The fallout from last week’s regulatory actions against the cryptocurrency sector continues to reverberate.
As Bloomberg News reported Monday (June 12), crypto prices have continued to drop — while remaining above the lows recorded this weekend — in the wake of last week’s crackdown by the U.S. Securities and Exchange Commission.
Richard Galvin, co-founder of the Australian digital asset hedge fund DACM, told Bloomberg that sentiment is still uneasy following the SEC’s actions against Binance and Coinbase, leading investors to pull their money.
“There was some bounceback after the overselling on the weekend, but markets are extremely fragile,” Galvin said.
The SEC on June 5 charged Binance — the world’s largest cryptocurrency exchange — and its founder with artificially inflating its trading volumes, rerouting customer funds, failing to keep U.S. customers off its platform and misleading investors about market surveillance controls.
One day later, the SEC sued Coinbase for allegedly violating securities laws. Both Binance and Coinbase refute the SEC’s claims, and argue the agency is attempting to regulate the crypto sector via enforcement in lieu of rules for their industry.
“Crypto can’t be uninvented. It’s here to stay. What we need now are sensible policies and rules so we can all move forward together,” Coinbase CEO Brian Armstrong wrote on Twitter.
On June 9, Binance’s U.S.-based unit said it would suspend the use of dollars on the platform as banking partners are preparing to pull their support.
The Bloomberg report notes that the pace of withdrawals from Binance has slowed, with the company seeing $138 million in net outflows since Sunday (June 11) morning.
“Net outflows from Binance are not insignificant but still much smaller than what we saw in November during the FTX collapse, as Binance isn’t currently facing a crisis of confidence from their users,” Caroline Mauron, co-founder of digital-asset derivatives liquidity provider OrBit Markets, told Bloomberg.
In the meantime, both Coinbase and Binance have said they plan to carry on operations. And that might be the best strategy for these exchanges, as it can support their legal posture, Amias Gerety, Partner at QED Investors, told PYMNTS CEO Karen Webster.
However, he stressed that if the SEC were to eventually prevail in court, the classification of crypto tokens as securities wouldn’t mean the end of America’s digital asset industry.
“I don’t think it’s true that the securities laws are incompatible with the creation of value in the U.S. economy,” Gerety said, adding that, “in a world where the SEC wins, I think there will be a commensurate pressure on the SEC to create on-ramps for projects to register and comply.”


> _EXERCISE GOAL_
Repeat exactly the line with "pyautogui.click(x=<x>, y=<y>)" and each line after it to the end of the data below; pictures stay out.

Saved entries
Content starts
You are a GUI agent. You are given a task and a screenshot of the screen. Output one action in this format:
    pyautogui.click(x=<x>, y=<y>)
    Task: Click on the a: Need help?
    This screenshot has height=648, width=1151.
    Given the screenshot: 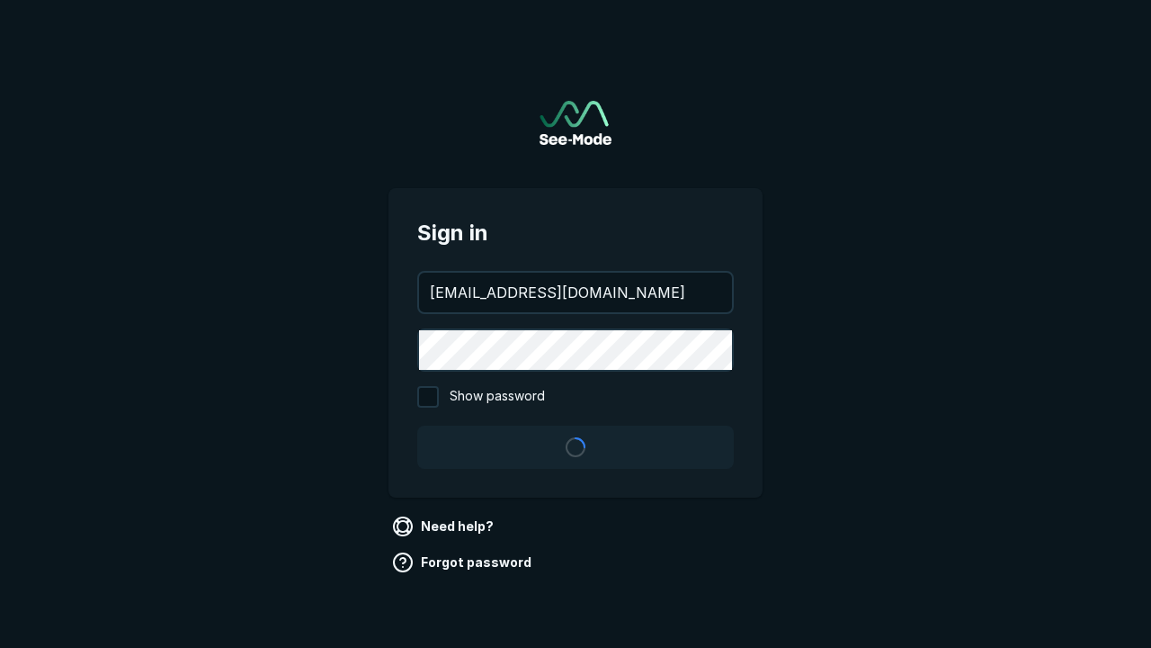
Content ends
> _RESULT FOR THIS TASK_
    pyautogui.click(x=<x>, y=<y>)
    Task: Click on the a: Need help?
    This screenshot has height=648, width=1151.
    Given the screenshot: 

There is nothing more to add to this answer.